Is Lance Armstrong A Psychopath?

A Harvard Medical School professor weighs in.

Is Lance Armstrong merely a lying narcissist, or is he, as several media outlets have speculated (not to mention the Twitterverse), a psychopath? If we learned anything from Armstrong's two-part interview last week (aside from the fact that Oprah Winfrey has a zero tolerance policy regarding fat jokes) it's that he was—and perhaps remains—an exceptionally good liar. The full extent of his lying ways is still unclear (he claims to have competed in his last two runs at the Tour de France without doping, but many believe he's just saying as much to outlast the statute of limitations imposed by the USADA). But is all that lying, and conniving, and suing and dodging and regretting all part of some larger flaw in Armstrong?

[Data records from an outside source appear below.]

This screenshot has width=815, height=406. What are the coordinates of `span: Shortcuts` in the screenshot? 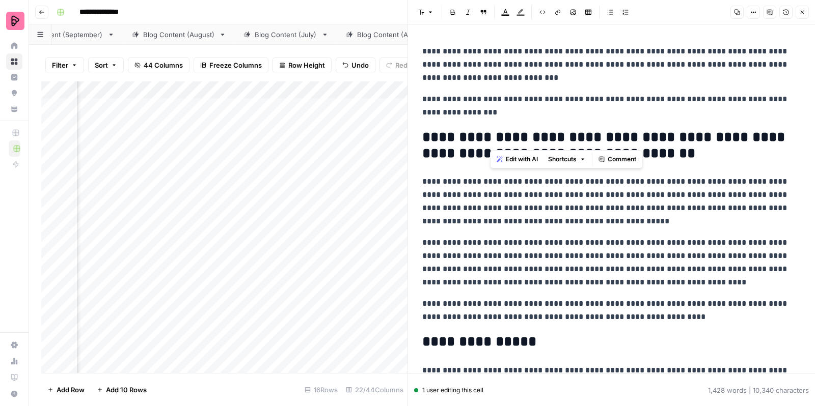 It's located at (562, 159).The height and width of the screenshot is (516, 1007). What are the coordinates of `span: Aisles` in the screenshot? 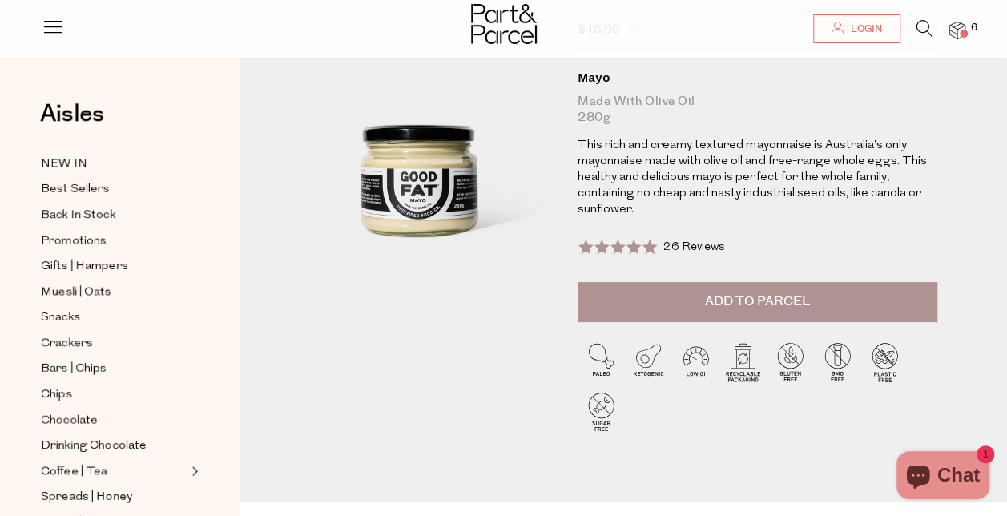 It's located at (72, 114).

Not so fast, says, Dr. Ron Schouten, a forensic psychiatrist and Harvard Medical School professor who recently co-authored the book “Almost a Psychopath” (excerpted in these pages last July). Schouten has a Google alert for any mention of the word psychopath—he's that kind of guy—which he says has been getting a ton of hits ever since Armstrong decided to come clean. But upon watching Armstrong's taped interviews with Oprah (purely as an exercise, as he obviously can't diagnose someone without meeting them) the idea that the cyclist is completely psychopathic doesn't seem to check out. He didn't seem cunning or manipulative, Schouten notes. “He clearly did terrible things, but appears to be remorseful, and has empathy and a real emotional connection, at the very least to his children, but I also think to others and to Livestrong.  You wouldn’t see that in a psychopath.”

So how to explain the fact that Armstrong could have lived a lie for 15 years?

“People have their self-narratives that they tell themselves and other people,” Schouten explains, noting a similarity between the ways Armstrong and Manti T'eo both got caught up in these falsehoods. “Once the lie is out there, you can come clean without being caught, which very few people do, or you can wait to get caught and fight it aggressively. If you’re Lance you're going to fight it the same way you would sprint up a hill.”

There's also the fact that in some cases, as I've noted elsewhere, people can become convinced that the stories they tell about themselves are true. Jonathan Adler, a professor at Olin College who specializes in narrative psychology, explains that these stories become, in a way, the “most important fiction. It’s based on a true story,” he says. So while we don' t know the full extent of Armstrong's rationale for admitting that he lied, we can at least relish the fact that he's no longer inhabiting in a world of his own making.